The veteran Icanbuy.com believes it fits with the retailer plan better because it knows how to target its market, while banks traditionally are slow in identifying new markets. “From the retailer perspective, we’re a lot more innovative than a bank because we’re more in line with the risk/reward profile. Banks are riskless,” Herman says.
Even with pure-plays and card associations vying for shoppers, other players are attracted to the teen market lure. Credit-card transaction processor Total System Services Inc. working with New York City-based financial solution provider M2Card Inc. launched a Visa-branded teen online/offline stored value card in October. “We’re going to use both online and offline channels because teens still like to shop at the mall with their friends,” says Junehee Cho, CEO of M2Card.
Unlike Icanbuy and RocketCash, M2Card allows teens to shop anywhere on the Internet, except sites barred by parental controls, because the card is Visa-branded. “Teens have varying tastes and don’t always want to shop in a closed merchant network,” Cho says.

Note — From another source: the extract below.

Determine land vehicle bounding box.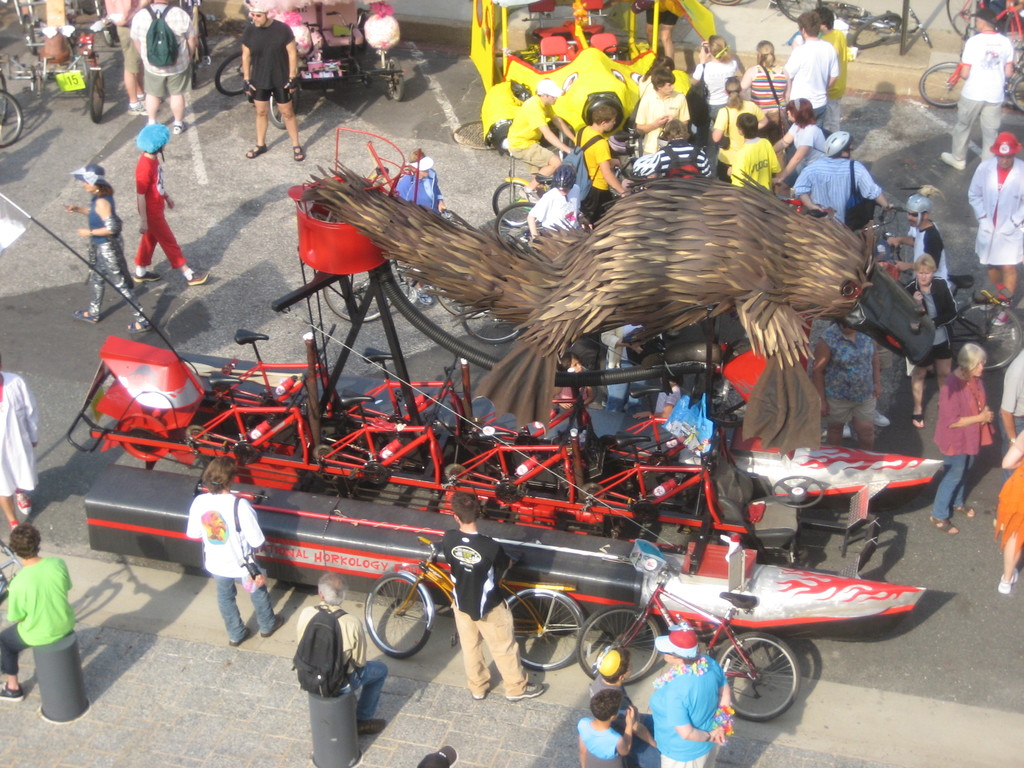
Determined: x1=470, y1=0, x2=665, y2=149.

M2Card’s marketing will try to reach teens in their own environment. Cho says the M2Card will promote its product in teen magazines, online and on the radio. The card also will be featured in “Making High School Count” programs that work in schools to teach students about finances.
Catering to the teen penchant for wireless technology, the M2Card will allow teens to check card balances via cell phone and two-way pager. The company also plans to have a live chat customer service email option. “We want to do things in accordance with the lifestyle of the teenager,” Cho says.
Another product hitting the teen market is PocketPass, a phone card that can be used for purchases. The card’s appeal will be that teens can put value into the card at local retailers who sell cards, says founder and Chairman Lewis Perdue. The card launched as a beta test in Silicon Valley in late July with about 100 retailers selling it. The company has a deal with the 8,000-member Independent Agents Network to sell the card to more than 350,000 phone card sales outlets in the U.S.
PocketPass is targeting online merchants who sell content under $10. PocketPass will charge merchants 12.5% of each transaction, 6.25 cents on a 50-cent download, for example.
Right now, PocketPass is working on a branding and payment deal with Safesearching.com, a site that sells premium content and chat options on such Generation Y stars as Allissa Milano and Catherine Zeta Jones. Another deal involves cobranding the PocketPass with Allaccess.com, a company that owns the phone card rights to such teen musical acts as Christina Aguilera, whose hit “What a Girl Wants” topped the charts this past summer, and the Back Street Boys. Perdue expects the two deals to put 6 million PocketPass cards in the teen market within 12 months.
The current cosmos of teen payment vehicles is packed with players and plans for conquering the teen universe. But it’s still a shot in the dark to determine who will rule the market. Says Alloy.com’s Skey, “This holiday season is when we’ll see how accepting these teen products has helped our sales.”